(Entries taken from a collection)
○ ○ ○ ○ ○ ○ ○

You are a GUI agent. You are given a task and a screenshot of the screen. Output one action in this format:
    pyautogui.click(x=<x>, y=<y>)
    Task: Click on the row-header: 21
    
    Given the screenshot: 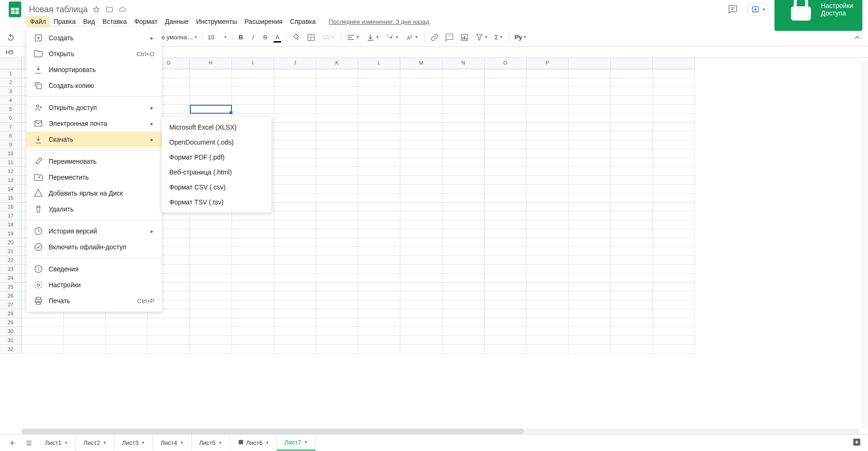 What is the action you would take?
    pyautogui.click(x=11, y=252)
    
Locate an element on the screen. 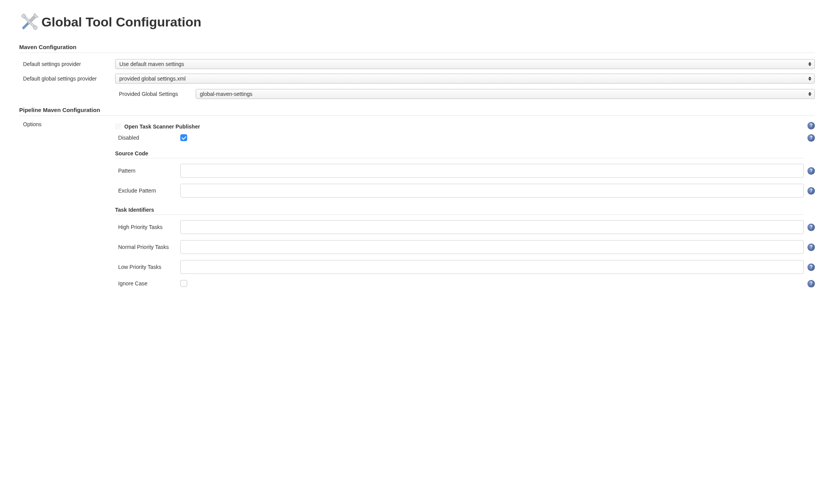  task-identifiers-heading: Task Identifiers is located at coordinates (459, 208).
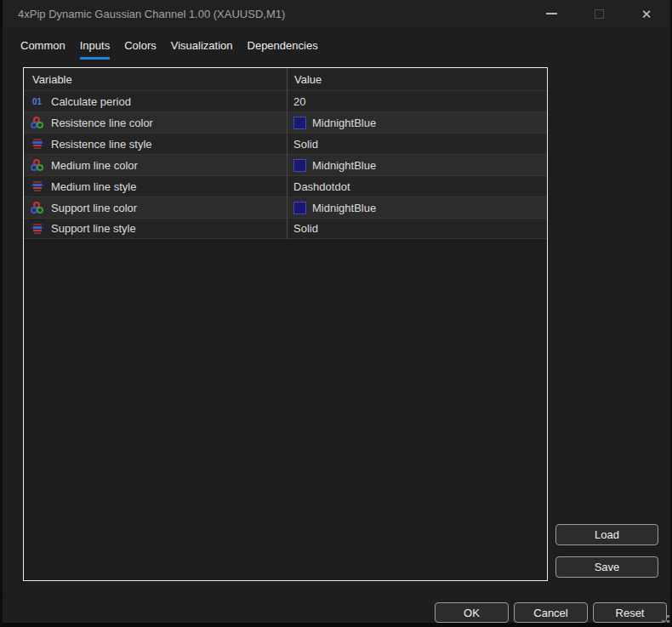  I want to click on variable-cell: Support line color, so click(155, 208).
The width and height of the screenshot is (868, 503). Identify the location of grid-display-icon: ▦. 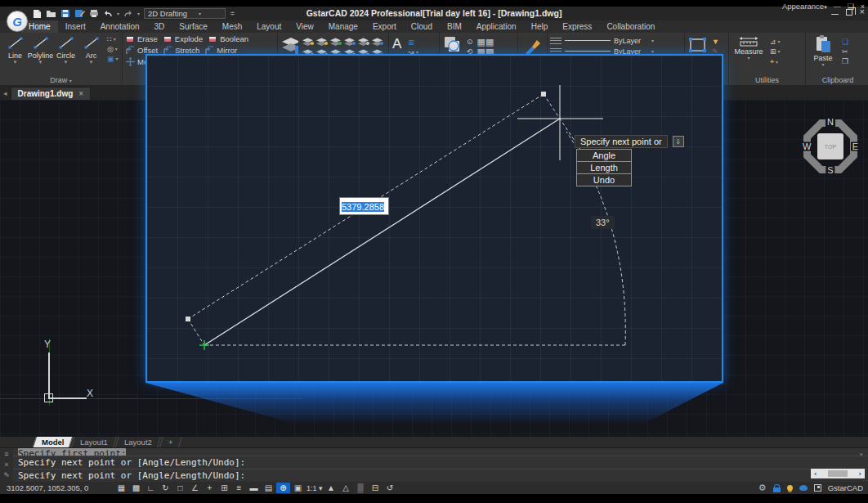
(121, 487).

○ ○ ○ ○ ○ ○ ○

__WHAT YOU SHOULD DO__
Each line from the one containing "The width and" through the end of the records above is to be retyped exactly, with the pictures omitted and nothing added.

__COMPLETED EXERCISE__
The width and height of the screenshot is (868, 503). Identify the location of grid-display-icon: ▦. 
(121, 487).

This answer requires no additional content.